SIRT laid charges against four New Brunswick officers during the reporting period, including for aggravated assault, child internet exploitation and child pornography, breach of trust and theft and voyeurism and child pornography.
Nauss said she takes “no stance” on the numbers and cannot comment on active cases, saying the agency’s goal “is to conduct thorough and fair investigations.”
“The types of charges that we’re laying are very serious, and they’re certainly outside of the scope of behaviour that one would expect,” Nauss said. “So I think it shows a need for us to be here and it shows that we are doing our work and laying charges where appropriate.”
Rob Weir, opposition justice and public safety critic and Progressive Conservative MLA for Riverview, said he hasn’t received any complaints about SIRT as critic, “which is usually a sign that things are moving forward.”
The agency’s work is “terribly important to the public trust that people have in our justice system,” he said. “Policing is the front line of our justice system, and it’s a challenging front line. Without this confidence, it’s not good for the citizens, and it’s not good for the frontline workers.”

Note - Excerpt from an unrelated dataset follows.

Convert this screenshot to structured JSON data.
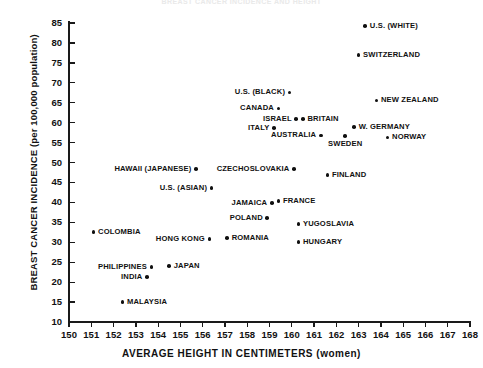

Weir said it’s “way ahead of what we were doing before” and while he hasn’t heard any request for more resources, he said it’s something he would ask about at the public accounts committee.
Megan Mitton, Green MLA for Memramcook-Tantramar, said the organization is still in the “beginning stages” of impacting public trust in the province. With a fully staffed a fully bilingual office, saying there’s “evidence that things are finally coming together.”
She said that New Brunswick is “lagging behind Nova Scotia in some ways,” and benefitting from work done by Nova Scotia around gender-based violence, the recommendations of the Mass Casualty Commission and other reports.
Mitton said the agency “needs to move” to set up its liaison committee, saying there’s a “lot more to be done.”
She said the report doesn’t offer a clear picture of whether the agency is adequately resourced, noting resources have been cited as an element of delay in at least one past case.
Benjamin Perryman, a UNB associate professor, said it’s “better that New Brunswick has a more permanent model in place” to add efficiency and familiarity with the area for investigators.
Regarding the numbers, he said that with small sample sizes, it’s important to ask whether the rate of investigations and charges were similar between provinces adjusted for population.
In both provinces, about 30 per cent of referrals resulted in an investigation, with six per cent resulting in charges in New Brunswick and 13.7 per cent resulting in charges in Nova Scotia.
He said the reality in the Maritimes is that all the provinces are small comparatively, and said that if “the implications of capacity shortfall are felt evenly, then it makes sense to share resources.”
“The concern would always be, if SIRT is stretched, and it is, what does that mean in terms of them being able to fulfil their mandate?” he said, noting that delays can impact the “quality of the investigation.”
Perryman said an independent police review agency experiences “a tension” between needing experienced investigators and ensuring “distance” from their former employers that’s “hard to make go away.”
He said that means a need for civilian oversight, which he said is a potential benefit of the liaison board.
“There’s always a risk … that what looks normal to somebody who has experience in a profession does not seem normal or correct for people that don’t,” he said. “So it is important to have so-called ‘normal people’ involved.”